The group has battled agribusiness throughout Latin America and originated in Brazil, a country where a minority of citizens own the majority of farmable land, Lopes said.

He said the corporate model promotes the spread of toxic chemicals and irrational use of land. For years, corporations and the mainstream media have promoted the model as necessary to end world hunger, Lopes said.

"Despite all of that, with all those negative side effects, it has not succeeded in ending hunger," he said.

Others in attendance said changing the way people view local food would further systemic change.

"We need to dispel the myth that eating local food is elitist," said Jim Goodman, an organic dairy farmer from Wonewoc. "It's the way the world eats, and we need to join the rest of the world. ... Farmers can produce great local food, but if people don't buy it, we're going to go out of business."

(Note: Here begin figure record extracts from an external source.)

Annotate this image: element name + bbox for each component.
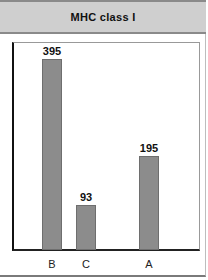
x-tick-label: C	[76, 258, 96, 270]
chart-header: MHC class I	[0, 0, 206, 34]
bar-B	[42, 59, 62, 250]
bar-value-label: 93	[71, 191, 101, 203]
plot-area	[12, 42, 200, 251]
bar-C	[76, 205, 96, 250]
bar-value-label: 395	[37, 45, 67, 57]
bar-value-label: 195	[134, 142, 164, 154]
chart-title: MHC class I	[70, 11, 135, 23]
x-tick-label: A	[139, 258, 159, 270]
x-tick-label: B	[42, 258, 62, 270]
bar-A	[139, 156, 159, 250]
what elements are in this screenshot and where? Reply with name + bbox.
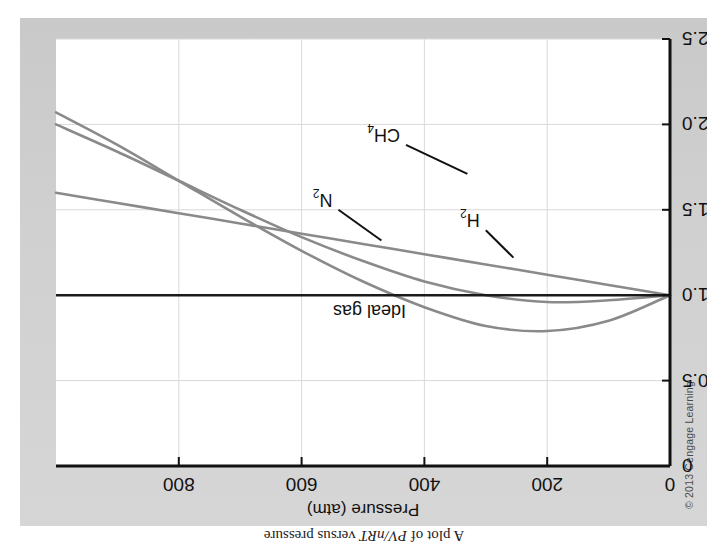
caption-formula: PV/nRT xyxy=(360,528,408,544)
x-tick-label: 800 xyxy=(163,474,195,495)
pv-nrt-vs-pressure-chart: CH4N2H2Ideal gas0200400600800Pressure (a… xyxy=(20,18,707,526)
figure-page: A plot of PV/nRT versus pressure © 2013 … xyxy=(0,0,728,544)
caption-prefix: A plot of xyxy=(407,528,464,544)
y-tick-label: 1.0 xyxy=(682,284,707,305)
plot-background xyxy=(56,39,670,466)
ideal-gas-label: Ideal gas xyxy=(333,301,406,321)
y-tick-label: 1.5 xyxy=(682,199,707,220)
x-axis-title: Pressure (atm) xyxy=(307,500,419,519)
x-tick-label: 200 xyxy=(531,474,563,495)
y-tick-label: 2.5 xyxy=(682,28,707,49)
rotated-figure-container: A plot of PV/nRT versus pressure © 2013 … xyxy=(0,0,728,544)
x-tick-label: 0 xyxy=(665,474,676,495)
y-tick-label: 2.0 xyxy=(682,113,707,134)
y-tick-label: 0.5 xyxy=(682,370,707,391)
figure-caption: A plot of PV/nRT versus pressure xyxy=(0,527,728,544)
caption-suffix: versus pressure xyxy=(264,528,360,544)
x-tick-label: 400 xyxy=(409,474,441,495)
y-tick-label: 0 xyxy=(682,455,693,476)
x-tick-label: 600 xyxy=(286,474,318,495)
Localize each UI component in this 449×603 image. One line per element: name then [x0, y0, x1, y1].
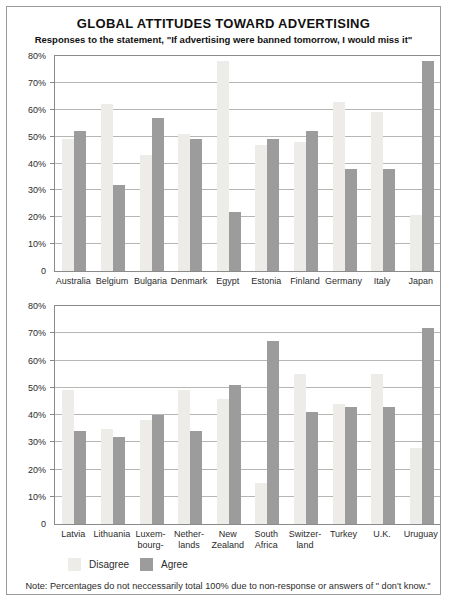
legend-item-agree: Agree	[140, 558, 188, 571]
axis-tick	[50, 243, 55, 244]
x-axis-label: Egypt	[206, 276, 249, 287]
plot-area: 80%70%60%50%40%30%20%10%0	[54, 55, 441, 272]
x-axis-label: Estonia	[245, 276, 288, 287]
bar-disagree	[333, 404, 345, 524]
x-axis-label: Denmark	[168, 276, 211, 287]
y-tick-label: 30%	[28, 437, 46, 447]
x-axis-label: Germany	[322, 276, 365, 287]
y-tick-label: 40%	[28, 158, 46, 168]
x-axis-label: Lithuania	[91, 529, 134, 540]
bar-agree	[345, 169, 357, 271]
y-tick-label: 50%	[28, 382, 46, 392]
x-axis-label: Japan	[399, 276, 441, 287]
axis-tick	[50, 387, 55, 388]
disagree-swatch	[68, 558, 81, 571]
bar-disagree	[217, 399, 229, 524]
y-tick-label: 70%	[28, 77, 46, 87]
axis-tick	[50, 163, 55, 164]
bar-agree	[383, 407, 395, 524]
x-axis-label: Belgium	[91, 276, 134, 287]
y-tick-label: 70%	[28, 328, 46, 338]
x-axis-labels: LatviaLithuaniaLuxem-bourg-Nether-landsN…	[54, 525, 440, 551]
axis-tick	[50, 414, 55, 415]
bar-agree	[229, 212, 241, 271]
x-axis-label: NewZealand	[206, 529, 249, 550]
bar-agree	[152, 415, 164, 524]
bar-disagree	[62, 390, 74, 524]
figure-frame: GLOBAL ATTITUDES TOWARD ADVERTISING Resp…	[6, 6, 441, 595]
bar-disagree	[140, 420, 152, 524]
bar-agree	[113, 185, 125, 271]
y-tick-label: 10%	[28, 491, 46, 501]
y-tick-label: 30%	[28, 185, 46, 195]
y-tick-label: 0	[41, 266, 46, 276]
bar-agree	[190, 431, 202, 524]
bar-disagree	[217, 61, 229, 271]
gridline	[55, 82, 441, 83]
y-tick-label: 20%	[28, 464, 46, 474]
gridline	[55, 360, 441, 361]
bar-disagree	[333, 102, 345, 271]
axis-tick	[50, 82, 55, 83]
bar-disagree	[255, 145, 267, 271]
bar-disagree	[294, 142, 306, 271]
x-axis-label: Latvia	[52, 529, 95, 540]
bar-disagree	[371, 112, 383, 271]
bar-agree	[267, 139, 279, 271]
bar-disagree	[410, 215, 422, 271]
bar-agree	[345, 407, 357, 524]
x-axis-label: Turkey	[322, 529, 365, 540]
y-tick-label: 10%	[28, 239, 46, 249]
bar-agree	[190, 139, 202, 271]
bar-disagree	[178, 390, 190, 524]
legend-label-disagree: Disagree	[89, 559, 129, 570]
bar-disagree	[101, 429, 113, 524]
x-axis-label: Finland	[284, 276, 327, 287]
bar-disagree	[410, 448, 422, 524]
x-axis-label: Switzer-land	[284, 529, 327, 550]
x-axis-label: Uruguay	[399, 529, 441, 540]
axis-tick	[50, 109, 55, 110]
bar-agree	[74, 431, 86, 524]
bar-agree	[422, 328, 434, 524]
plot-area: 80%70%60%50%40%30%20%10%0	[54, 305, 441, 525]
x-axis-label: Italy	[361, 276, 404, 287]
bar-agree	[74, 131, 86, 271]
axis-tick	[50, 332, 55, 333]
bar-disagree	[371, 374, 383, 524]
bar-disagree	[101, 104, 113, 271]
legend-label-agree: Agree	[161, 559, 188, 570]
top-bar-chart: 80%70%60%50%40%30%20%10%0 AustraliaBelgi…	[54, 55, 440, 292]
x-axis-label: Luxem-bourg-	[129, 529, 172, 550]
x-axis-label: Bulgaria	[129, 276, 172, 287]
bar-agree	[152, 118, 164, 271]
bar-agree	[383, 169, 395, 271]
legend: Disagree Agree	[68, 558, 440, 571]
chart-subtitle: Responses to the statement, "If advertis…	[7, 34, 440, 46]
bar-disagree	[255, 483, 267, 524]
bottom-bar-chart: 80%70%60%50%40%30%20%10%0 LatviaLithuani…	[54, 305, 440, 551]
bar-agree	[306, 412, 318, 524]
bar-disagree	[178, 134, 190, 271]
footnote: Note: Percentages do not neccessarily to…	[20, 581, 436, 591]
x-axis-labels: AustraliaBelgiumBulgariaDenmarkEgyptEsto…	[54, 272, 440, 292]
x-axis-label: U.K.	[361, 529, 404, 540]
axis-tick	[50, 441, 55, 442]
axis-tick	[50, 360, 55, 361]
bar-agree	[306, 131, 318, 271]
agree-swatch	[140, 558, 153, 571]
bar-agree	[229, 385, 241, 524]
axis-tick	[50, 189, 55, 190]
axis-tick	[50, 136, 55, 137]
y-tick-label: 80%	[28, 301, 46, 311]
bar-agree	[422, 61, 434, 271]
x-axis-label: SouthAfrica	[245, 529, 288, 550]
y-tick-label: 40%	[28, 410, 46, 420]
axis-tick	[50, 469, 55, 470]
bar-disagree	[62, 139, 74, 271]
bar-disagree	[140, 155, 152, 271]
x-axis-label: Nether-lands	[168, 529, 211, 550]
axis-tick	[50, 216, 55, 217]
legend-item-disagree: Disagree	[68, 558, 129, 571]
axis-tick	[50, 496, 55, 497]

Locally grown food can often be sold cheaper, because there are no transportation costs passed on to the consumer, said John Kinsman, president of the Madison-based Family Farm Defenders.

Kinsman said farm subsidies distributed by the federal Farm Bill give an unfair advantage to big agribusiness. And corporate farms' use of migrant labor also gives them a leg up.

"If all the migrants were treated fairly, these big industrial farms would be out of business," Kinsman said.

Though there has been some progress in revamping the federal Farm Bill, it is still deeply flawed, said Sarah Lloyd, President of the Columbia County Farmers Union.

A recent change mandates "country of origin" product labeling, Lloyd said. But the bill contains an exemption for processed food.

"A bag of chopped-up carrots has to be labeled," she said. "And if you have a bag of frozen peas, they have to label where they came from. But if you have a bag of peas and carrots, they don't have to be labeled."